Except then Paul Maholm decided to pitch like Tim Hudson, and after one it was 3-4 Jays. We will not recap how that happened, other than to say that Melky Cabrera was involved, so someone’s child was probably eaten alive.

But then in the top of the second Jordan Schafer Continued Being Surprisingly Useful For A Change and homered to tie it up.

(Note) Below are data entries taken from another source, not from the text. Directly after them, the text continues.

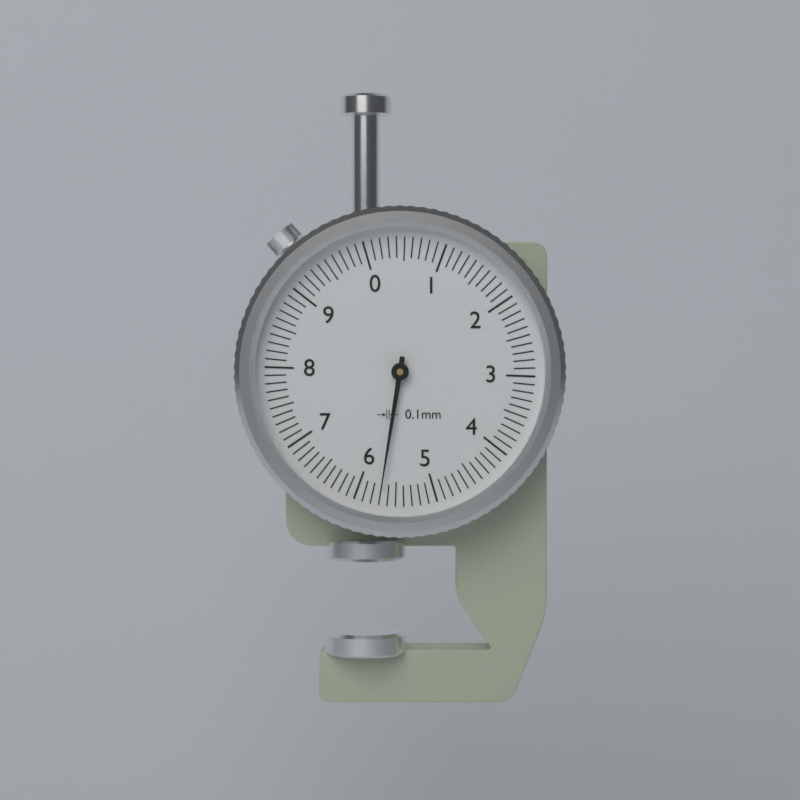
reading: 5.7 mm
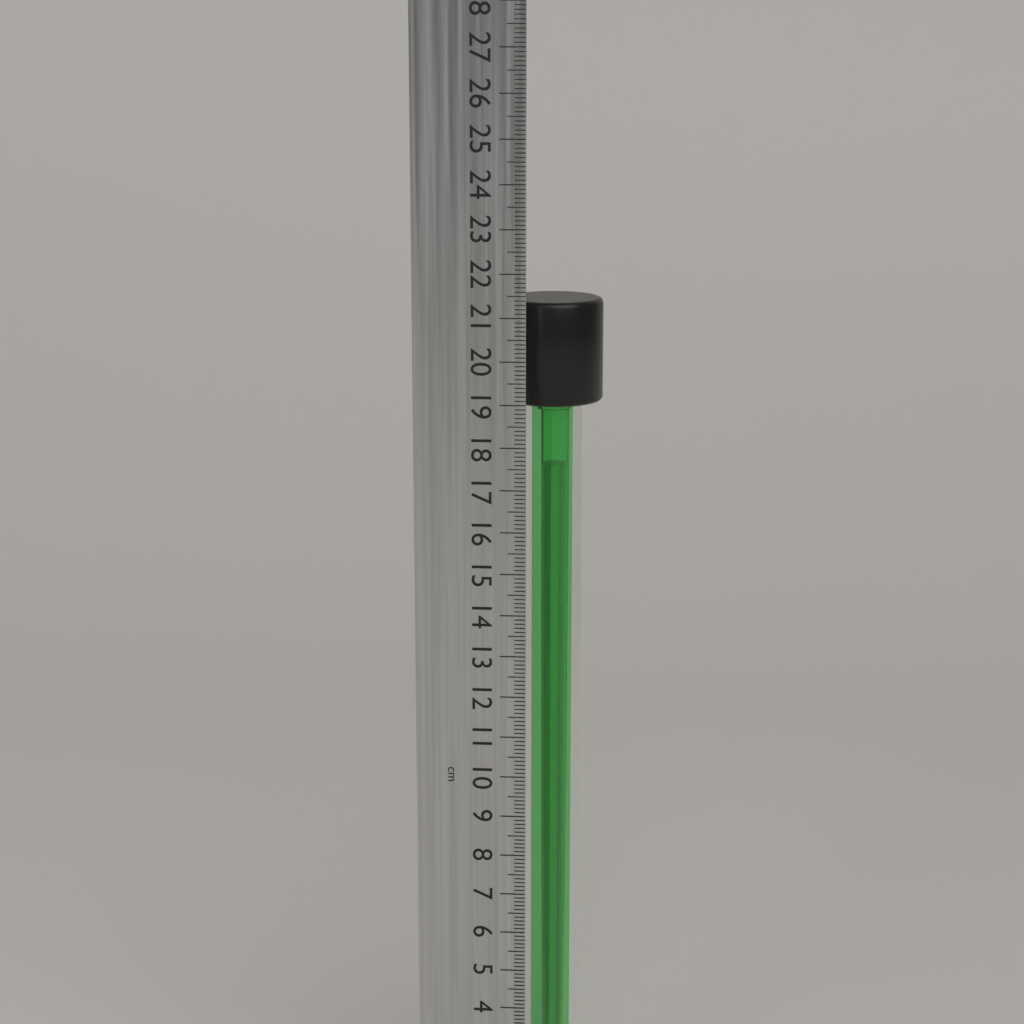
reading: 21.3 cm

Things calmed down for a bit, or at least as calm as things get in Rogers Center, which is like a boring, antiseptic Coors Field north of the border, only with a ton of drunk, rowdy Canadians in the cheap seats. Maholm was allowing base runners left and right, and Braves not named Jason Heyward would occasionally get hits too, but it stayed tied until Bautista slammed a shot to LF and sent Jays back ahead. That lasted an inning, which are officially measured by how often Jason Heyward makes sad, pathetic looking outs while everyone is complaining about BJ Upton or Gerald Laird instead, until Evan Gattis did that thing he does on the second and third time through the order and crushed one to left to tie it up. And then Brian McCann was totally like “I am SO TIRED OF HEARING ABOUT YOUR GURU SHIT, SON!” and jacked one out to right to take the lead.

But it’s the AL and the DH and Rogers Center and Canada and suck, suck, suck, suck, suck, so of course 5 runs isn’t enough to win it, and you knew that coming in. And while a LH reliever named Brett Cecil mowed through two innings worth of Braves, closing it out with four straight K’s (McCann, Uggla, and both Johnsons), Bautista and J.P. Arencibia** clustered a couple of doubles together and tied it back up in the seventh.

Then it got weird and no one scored again for two whole innings. Bud Selig called to say he was concerned about offense levels and was thinking about adding a second DH to bat 10th, just as an extra guy, in order to keep the kids interested. He then ate a baby himself, but not the same kind of baby Melky ate earlier.

Then in the top of 10, Brian McCann got out a Sharpie and wrote “Dear Yankees, I will look so amazingly good in your lineup next year, won’t I?” to put the Braves up 7-6. That set up the bottom of 10 for Craig Kimbrel to come in and do his thing, by which we mean “terrify you by giving up ropes to left with the tying run on second, but lucky enough to have Reed Johnson out there to chase them down this time.”

Oh well. It’s a win. And now we no longer have to play in Rogers Center again, and the Blue Jays have to figure out which of their defensively horrific sluggers won’t be in the lineup for the next two against the Braves, this time in Atlanta.

Because when you think of the Braves and their “natural interleague rivals,” you mind flashes immediately to Toronto. Eat another baby, Bud.

That was about it really. Gattis continues to crush balls. One of the fantasy baseball tweeter feeds the other day said he’s the only bench player in the game you have to start every day in fantasy, and that’s about right. Brian McCann was the awesome sauce. Jordan Schafer continues to be surprisingly useful. No Upton was harmed in the filming of this event. Jason Heyward looks terrible at the plate. And Brett Cecil is currently your odds on favorite to be the guy Atlanta trades for to fill that black hole left by O’Flaherty and Venters’s elbows.

* I am aware that technically Minnesota is not Canadian, but it’s close enough for me.
** J.P. Arencibia has become a really good player.